Based on the data provided by Hubble the scientists estimated, that as many as six billion Jupiter-size planets exist in the Milky Way.

According to the astronomers, this time Hubble has mapped farther than ever it has successfully been searched before for extrasolar planets. Hubble intensively looked at 180,000 stars in the crowded central bulge of the galaxy 26,000 light-years away or one-quarter the diameter of the Milky Way's spiral disk.

Of the newly discovered 16 planets, only two could be definitively described as planets so far due to the distance and faintness of these systems, and that is why they were introduced yesterday as mostly "candidates".

However, Mario Livio, head of the science program at the Space Telescope Science Institute in Baltimore, which oversees Hubble operations and Kailash Sahu asserted that the chances are good that some, or even all, of the 16 will ultimately meet all the criteria to be called planets.

Five of the newly found planets represent a new extreme type of planet not discovered in any nearby searches. Entitled as Ultra-Short-Period Planets (USPPs), these planets spin around their respective parent stars in less than one Earth day.

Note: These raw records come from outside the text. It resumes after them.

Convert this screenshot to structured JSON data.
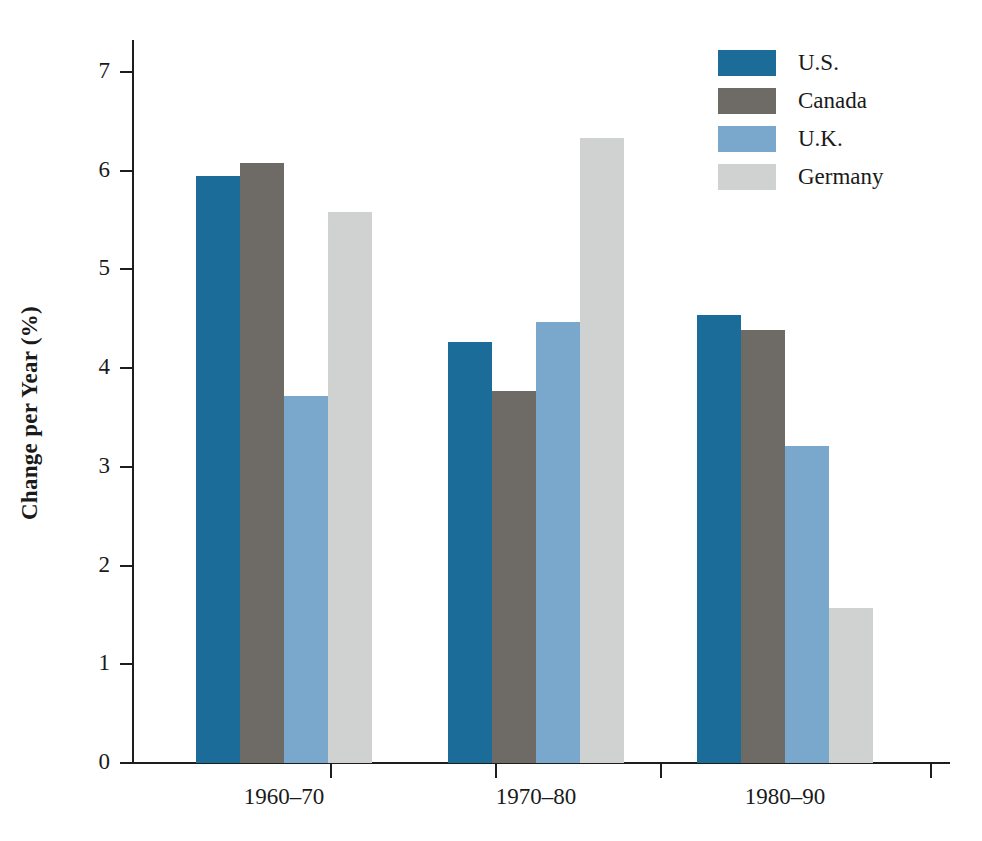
{
  "chart_data": {
    "type": "bar",
    "title": "",
    "xlabel": "",
    "ylabel": "Change per Year (%)",
    "categories": [
      "1960–70",
      "1970–80",
      "1980–90"
    ],
    "series": [
      {
        "name": "U.S.",
        "color": "#1b6c99",
        "values": [
          5.95,
          4.26,
          4.54
        ]
      },
      {
        "name": "Canada",
        "color": "#6e6a66",
        "values": [
          6.08,
          3.77,
          4.39
        ]
      },
      {
        "name": "U.K.",
        "color": "#7aa8cc",
        "values": [
          3.72,
          4.47,
          3.21
        ]
      },
      {
        "name": "Germany",
        "color": "#cfd2d1",
        "values": [
          5.58,
          6.33,
          1.57
        ]
      }
    ],
    "ylim": [
      0,
      7
    ],
    "ytick_labels": [
      "0",
      "1",
      "2",
      "3",
      "4",
      "5",
      "6",
      "7"
    ],
    "ytick_values": [
      0,
      1,
      2,
      3,
      4,
      5,
      6,
      7
    ],
    "grid": false,
    "legend_position": "top-right",
    "annotations": []
  },
  "axes": {
    "y_label": "Change per Year (%)",
    "y_ticks": [
      {
        "label": "7",
        "value": 7
      },
      {
        "label": "6",
        "value": 6
      },
      {
        "label": "5",
        "value": 5
      },
      {
        "label": "4",
        "value": 4
      },
      {
        "label": "3",
        "value": 3
      },
      {
        "label": "2",
        "value": 2
      },
      {
        "label": "1",
        "value": 1
      },
      {
        "label": "0",
        "value": 0
      }
    ],
    "x_ticks": [
      {
        "label": "1960–70"
      },
      {
        "label": "1970–80"
      },
      {
        "label": "1980–90"
      }
    ]
  },
  "legend": {
    "items": [
      {
        "label": "U.S.",
        "color": "#1b6c99"
      },
      {
        "label": "Canada",
        "color": "#6e6a66"
      },
      {
        "label": "U.K.",
        "color": "#7aa8cc"
      },
      {
        "label": "Germany",
        "color": "#cfd2d1"
      }
    ]
  }
}
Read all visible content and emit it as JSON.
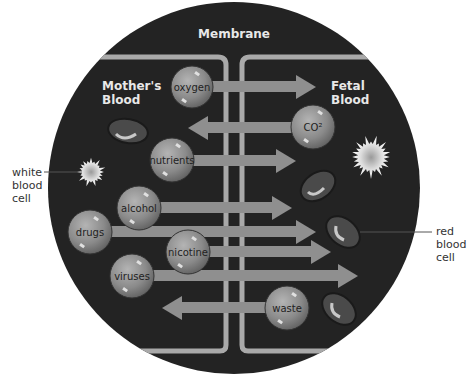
{
  "title": "Membrane",
  "regions": {
    "left": [
      "Mother's",
      "Blood"
    ],
    "right": [
      "Fetal",
      "Blood"
    ]
  },
  "callouts": {
    "white_blood_cell": [
      "white",
      "blood",
      "cell"
    ],
    "red_blood_cell": [
      "red",
      "blood",
      "cell"
    ]
  },
  "molecules": [
    {
      "label": "oxygen",
      "direction": "to-fetal"
    },
    {
      "label": "CO²",
      "direction": "to-mother"
    },
    {
      "label": "nutrients",
      "direction": "to-fetal"
    },
    {
      "label": "alcohol",
      "direction": "to-fetal"
    },
    {
      "label": "drugs",
      "direction": "to-fetal"
    },
    {
      "label": "nicotine",
      "direction": "to-fetal"
    },
    {
      "label": "viruses",
      "direction": "to-fetal"
    },
    {
      "label": "waste",
      "direction": "to-mother"
    }
  ],
  "colors": {
    "background_circle": "#222222",
    "membrane": "#a9a9a9",
    "arrow": "#8f8f8f",
    "molecule": "#8a8a8a"
  }
}
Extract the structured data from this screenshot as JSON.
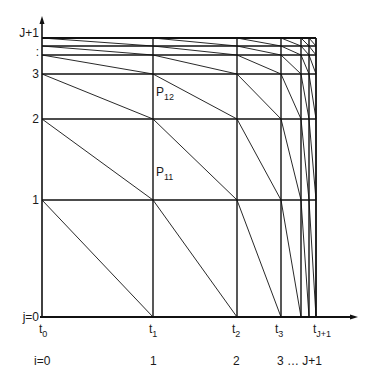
{
  "diagram": {
    "colors": {
      "line": "#111111",
      "background": "#ffffff"
    },
    "x_grid": [
      42,
      153,
      237,
      281,
      301,
      309,
      316
    ],
    "y_grid": [
      317,
      200,
      119,
      74,
      55,
      46,
      38
    ],
    "y_labels": [
      {
        "text": "j=0",
        "y": 317
      },
      {
        "text": "1",
        "y": 200
      },
      {
        "text": "2",
        "y": 119
      },
      {
        "text": "3",
        "y": 74
      },
      {
        "text": ":",
        "y": 52
      },
      {
        "text": "J+1",
        "y": 33
      }
    ],
    "t_labels": [
      {
        "base": "t",
        "sub": "0",
        "x": 42
      },
      {
        "base": "t",
        "sub": "1",
        "x": 152
      },
      {
        "base": "t",
        "sub": "2",
        "x": 235
      },
      {
        "base": "t",
        "sub": "3",
        "x": 278
      },
      {
        "base": "t",
        "sub": "J+1",
        "x": 316
      }
    ],
    "i_labels": [
      {
        "text": "i=0",
        "x": 34
      },
      {
        "text": "1",
        "x": 150
      },
      {
        "text": "2",
        "x": 233
      },
      {
        "text": "3  …  J+1",
        "x": 277
      }
    ],
    "points": [
      {
        "base": "P",
        "sub": "12",
        "x": 156,
        "y": 100
      },
      {
        "base": "P",
        "sub": "11",
        "x": 156,
        "y": 180
      }
    ]
  }
}
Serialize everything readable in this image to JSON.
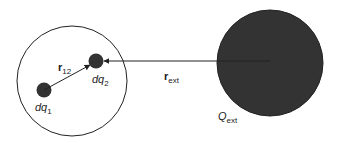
{
  "diagram": {
    "colors": {
      "background": "#ffffff",
      "stroke": "#222222",
      "charge_fill": "#333333",
      "external_charge_fill": "#333333"
    },
    "region": {
      "label": ""
    },
    "charges": [
      {
        "id": "dq1",
        "label_main": "dq",
        "label_sub": "1"
      },
      {
        "id": "dq2",
        "label_main": "dq",
        "label_sub": "2"
      },
      {
        "id": "Qext",
        "label_main": "Q",
        "label_sub": "ext"
      }
    ],
    "vectors": [
      {
        "id": "r12",
        "label_main": "r",
        "label_sub": "12",
        "from": "dq1",
        "to": "dq2"
      },
      {
        "id": "rext",
        "label_main": "r",
        "label_sub": "ext",
        "from": "Qext",
        "to": "dq2"
      }
    ]
  }
}
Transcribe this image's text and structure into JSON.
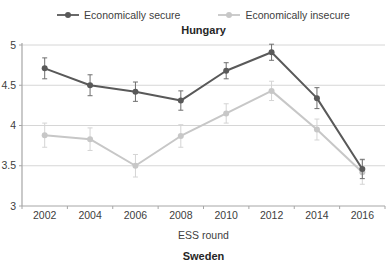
{
  "chart_data": {
    "type": "line",
    "title": "Hungary",
    "xlabel": "ESS round",
    "next_panel_title": "Sweden",
    "categories": [
      "2002",
      "2004",
      "2006",
      "2008",
      "2010",
      "2012",
      "2014",
      "2016"
    ],
    "ylim": [
      3,
      5
    ],
    "yticks": [
      3,
      3.5,
      4,
      4.5,
      5
    ],
    "grid": true,
    "legend_position": "top",
    "series": [
      {
        "name": "Economically secure",
        "color": "#595959",
        "error_color": "#6e6e6e",
        "values": [
          4.71,
          4.5,
          4.42,
          4.31,
          4.68,
          4.91,
          4.34,
          3.46
        ],
        "errors": [
          0.13,
          0.13,
          0.12,
          0.12,
          0.1,
          0.1,
          0.13,
          0.12
        ]
      },
      {
        "name": "Economically insecure",
        "color": "#c7c7c7",
        "error_color": "#d4d4d4",
        "values": [
          3.88,
          3.83,
          3.5,
          3.87,
          4.15,
          4.43,
          3.95,
          3.42
        ],
        "errors": [
          0.15,
          0.14,
          0.14,
          0.14,
          0.12,
          0.12,
          0.13,
          0.15
        ]
      }
    ],
    "style": {
      "grid_color": "#d6d6d6",
      "axis_color": "#a6a6a6",
      "tick_label_color": "#404040"
    }
  }
}
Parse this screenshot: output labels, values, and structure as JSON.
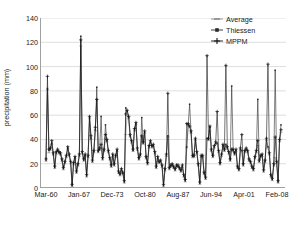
{
  "chart_data": {
    "type": "line",
    "title": "",
    "xlabel": "",
    "ylabel": "precipitation (mm)",
    "ylim": [
      0,
      140
    ],
    "yticks": [
      0,
      20,
      40,
      60,
      80,
      100,
      120,
      140
    ],
    "xtick_labels": [
      "Mar-60",
      "Jan-67",
      "Dec-73",
      "Oct-80",
      "Aug-87",
      "Jun-94",
      "Apr-01",
      "Feb-08"
    ],
    "xlim_labels": [
      "Mar-60",
      "Feb-08"
    ],
    "grid": "horizontal",
    "legend_position": "top-right",
    "colors": {
      "average": "#8c8c8c",
      "thiessen": "#2b2b2b",
      "mppm": "#111111",
      "gridline": "#cfcfcf",
      "axis": "#a0a0a0",
      "text": "#1a1a1a",
      "background": "#ffffff"
    },
    "series": [
      {
        "name": "Average",
        "marker": "dash",
        "values": [
          22,
          81,
          29,
          31,
          36,
          27,
          16,
          28,
          30,
          28,
          27,
          22,
          15,
          20,
          25,
          32,
          26,
          20,
          1,
          19,
          24,
          12,
          18,
          26,
          117,
          28,
          22,
          26,
          9,
          25,
          57,
          40,
          21,
          29,
          47,
          73,
          29,
          31,
          33,
          23,
          30,
          41,
          38,
          29,
          23,
          17,
          26,
          18,
          25,
          30,
          12,
          10,
          14,
          11,
          4,
          44,
          60,
          57,
          42,
          37,
          30,
          47,
          52,
          31,
          23,
          26,
          42,
          36,
          45,
          24,
          19,
          33,
          37,
          33,
          34,
          28,
          16,
          24,
          20,
          21,
          17,
          1,
          14,
          26,
          42,
          15,
          17,
          18,
          16,
          14,
          17,
          17,
          15,
          13,
          17,
          9,
          5,
          33,
          51,
          50,
          45,
          25,
          25,
          39,
          28,
          18,
          3,
          25,
          25,
          11,
          7,
          40,
          39,
          47,
          30,
          25,
          33,
          36,
          36,
          29,
          19,
          26,
          34,
          30,
          35,
          32,
          28,
          22,
          31,
          30,
          27,
          30,
          16,
          14,
          31,
          30,
          18,
          29,
          31,
          29,
          22,
          20,
          16,
          14,
          24,
          29,
          35,
          21,
          25,
          26,
          13,
          21,
          39,
          33,
          27,
          9,
          6,
          18,
          25,
          20,
          4,
          38,
          46
        ]
      },
      {
        "name": "Thiessen",
        "marker": "square",
        "values": [
          23,
          82,
          31,
          32,
          37,
          28,
          17,
          29,
          31,
          29,
          28,
          23,
          16,
          21,
          26,
          33,
          27,
          21,
          2,
          20,
          25,
          13,
          19,
          27,
          125,
          29,
          23,
          27,
          10,
          26,
          58,
          41,
          22,
          30,
          48,
          83,
          30,
          32,
          59,
          24,
          31,
          52,
          39,
          30,
          24,
          18,
          27,
          19,
          26,
          31,
          13,
          11,
          15,
          12,
          5,
          66,
          63,
          58,
          43,
          38,
          31,
          48,
          53,
          32,
          24,
          27,
          58,
          37,
          46,
          25,
          20,
          34,
          38,
          34,
          35,
          29,
          17,
          25,
          21,
          22,
          18,
          2,
          15,
          27,
          43,
          16,
          18,
          19,
          17,
          15,
          18,
          18,
          16,
          14,
          18,
          10,
          6,
          34,
          52,
          69,
          46,
          26,
          26,
          40,
          29,
          19,
          4,
          26,
          26,
          12,
          8,
          41,
          40,
          50,
          31,
          26,
          34,
          37,
          37,
          30,
          20,
          27,
          35,
          31,
          36,
          33,
          29,
          23,
          84,
          31,
          28,
          31,
          17,
          15,
          32,
          31,
          19,
          30,
          32,
          30,
          23,
          21,
          17,
          15,
          25,
          30,
          73,
          22,
          26,
          27,
          14,
          22,
          40,
          34,
          28,
          10,
          7,
          19,
          97,
          21,
          5,
          39,
          52
        ]
      },
      {
        "name": "MPPM",
        "marker": "plus",
        "values": [
          24,
          92,
          32,
          33,
          39,
          29,
          18,
          30,
          32,
          30,
          29,
          24,
          17,
          22,
          27,
          34,
          28,
          22,
          3,
          21,
          26,
          14,
          20,
          28,
          122,
          30,
          24,
          28,
          11,
          27,
          59,
          43,
          23,
          31,
          50,
          73,
          31,
          33,
          36,
          25,
          32,
          44,
          40,
          31,
          25,
          19,
          28,
          20,
          27,
          32,
          14,
          12,
          16,
          13,
          6,
          61,
          64,
          59,
          44,
          39,
          32,
          49,
          54,
          33,
          25,
          28,
          43,
          38,
          47,
          26,
          21,
          35,
          39,
          35,
          36,
          30,
          18,
          26,
          22,
          23,
          19,
          3,
          16,
          28,
          78,
          17,
          19,
          20,
          18,
          16,
          19,
          19,
          17,
          15,
          19,
          11,
          7,
          53,
          53,
          51,
          47,
          27,
          27,
          41,
          30,
          20,
          5,
          27,
          27,
          13,
          9,
          109,
          41,
          51,
          32,
          27,
          35,
          38,
          63,
          31,
          21,
          28,
          36,
          32,
          101,
          34,
          30,
          24,
          32,
          32,
          29,
          32,
          18,
          16,
          33,
          44,
          20,
          31,
          33,
          31,
          24,
          22,
          18,
          16,
          26,
          31,
          39,
          23,
          27,
          28,
          15,
          23,
          41,
          102,
          29,
          11,
          8,
          20,
          42,
          22,
          6,
          40,
          48
        ]
      }
    ]
  }
}
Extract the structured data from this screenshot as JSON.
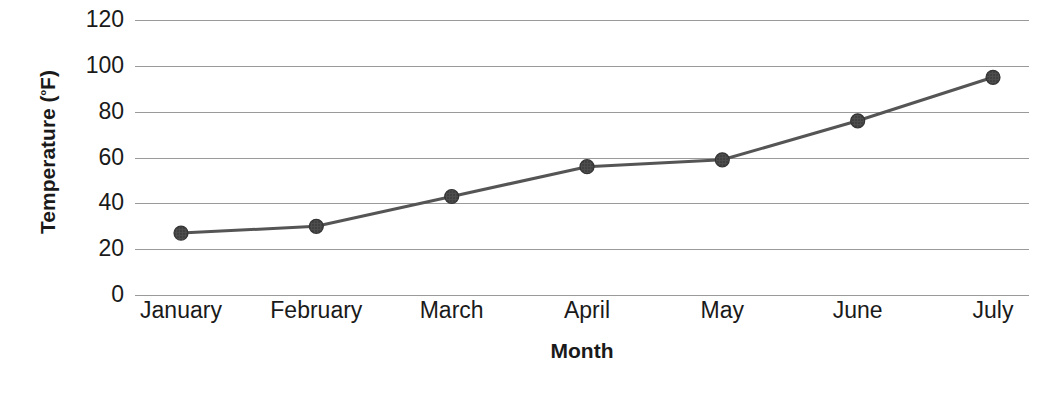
{
  "chart_data": {
    "type": "line",
    "title": "",
    "subtitle": "",
    "xlabel": "Month",
    "ylabel": "Temperature (ºF)",
    "ylabel_text": "Temperature (",
    "ylabel_unit_prefix": "º",
    "ylabel_unit_suffix": "F)",
    "categories": [
      "January",
      "February",
      "March",
      "April",
      "May",
      "June",
      "July"
    ],
    "values": [
      27,
      30,
      43,
      56,
      59,
      76,
      95
    ],
    "series": [
      {
        "name": "Temperature",
        "values": [
          27,
          30,
          43,
          56,
          59,
          76,
          95
        ]
      }
    ],
    "ylim": [
      0,
      120
    ],
    "xlim_categories": 7,
    "y_ticks": [
      0,
      20,
      40,
      60,
      80,
      100,
      120
    ],
    "y_tick_labels": [
      "0",
      "20",
      "40",
      "60",
      "80",
      "100",
      "120"
    ],
    "grid": true,
    "grid_axis": "y",
    "legend": false,
    "legend_position": "none",
    "marker": "circle",
    "marker_size": 14,
    "line_width": 3,
    "colors": {
      "line": "#555555",
      "marker_fill": "#4d4d4d",
      "marker_edge": "#333333",
      "gridline": "#9a9a9a",
      "text": "#1a1a1a",
      "background": "#ffffff"
    }
  }
}
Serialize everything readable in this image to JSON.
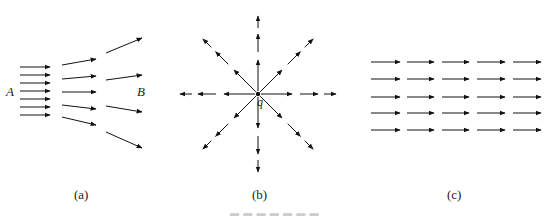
{
  "figure": {
    "panels": [
      {
        "id": "a",
        "caption": "(a)",
        "labels": {
          "left": "A",
          "right": "B"
        },
        "description": "Diverging field lines: dense parallel arrows at A spreading out toward B",
        "columns": [
          {
            "arrows": [
              {
                "x1": 20,
                "y1": 67,
                "x2": 50,
                "y2": 67
              },
              {
                "x1": 20,
                "y1": 75,
                "x2": 50,
                "y2": 75
              },
              {
                "x1": 20,
                "y1": 83,
                "x2": 50,
                "y2": 83
              },
              {
                "x1": 20,
                "y1": 91,
                "x2": 50,
                "y2": 91
              },
              {
                "x1": 20,
                "y1": 99,
                "x2": 50,
                "y2": 99
              },
              {
                "x1": 20,
                "y1": 107,
                "x2": 50,
                "y2": 107
              },
              {
                "x1": 20,
                "y1": 115,
                "x2": 50,
                "y2": 115
              }
            ]
          },
          {
            "arrows": [
              {
                "x1": 62,
                "y1": 65,
                "x2": 96,
                "y2": 59
              },
              {
                "x1": 62,
                "y1": 79,
                "x2": 96,
                "y2": 76
              },
              {
                "x1": 62,
                "y1": 92,
                "x2": 96,
                "y2": 92
              },
              {
                "x1": 62,
                "y1": 105,
                "x2": 96,
                "y2": 109
              },
              {
                "x1": 62,
                "y1": 117,
                "x2": 96,
                "y2": 125
              }
            ]
          },
          {
            "arrows": [
              {
                "x1": 106,
                "y1": 53,
                "x2": 142,
                "y2": 38
              },
              {
                "x1": 106,
                "y1": 80,
                "x2": 142,
                "y2": 75
              },
              {
                "x1": 106,
                "y1": 106,
                "x2": 142,
                "y2": 112
              },
              {
                "x1": 106,
                "y1": 132,
                "x2": 142,
                "y2": 148
              }
            ]
          }
        ]
      },
      {
        "id": "b",
        "caption": "(b)",
        "labels": {
          "charge": "q"
        },
        "description": "Radial field lines from point charge q",
        "center": {
          "x": 258,
          "y": 94
        },
        "directions_deg": [
          0,
          45,
          90,
          135,
          180,
          225,
          270,
          315
        ],
        "arrowhead_radii": [
          34,
          60,
          78
        ]
      },
      {
        "id": "c",
        "caption": "(c)",
        "labels": {},
        "description": "Uniform field: 5 rows x 5 columns of parallel arrows",
        "rows": [
          62,
          79,
          97,
          113,
          130
        ],
        "columns": [
          {
            "x1": 371,
            "x2": 400
          },
          {
            "x1": 407,
            "x2": 434
          },
          {
            "x1": 442,
            "x2": 469
          },
          {
            "x1": 477,
            "x2": 505
          },
          {
            "x1": 513,
            "x2": 541
          }
        ]
      }
    ],
    "figure_caption": "Figure (illegible)"
  },
  "labels": {
    "A": "A",
    "B": "B",
    "q": "q",
    "cap_a": "(a)",
    "cap_b": "(b)",
    "cap_c": "(c)"
  },
  "colors": {
    "ink": "#111111",
    "background": "#ffffff"
  }
}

SWEEPS-10 is the name given to the planet candidate with the shortest orbital period which swirls around its star in 10 hours. It is located only about 1.19 million km from its star and is among the hottest ever detected, having an estimated temperature of nearly 1650 degrees Centigrade. "This star-hugging planet must be at least 1.6 times the mass of Jupiter, otherwise the star's gravitational muscle would pull it apart," said Livio. "The star's low temperature allows the planet to survive so near to the star."

The astronomers, though, distinguish faraway planets by finding solar transits but they measure and confirm a planet's status by examining the slight wobble in a star's motion that transpires when the planet orbits.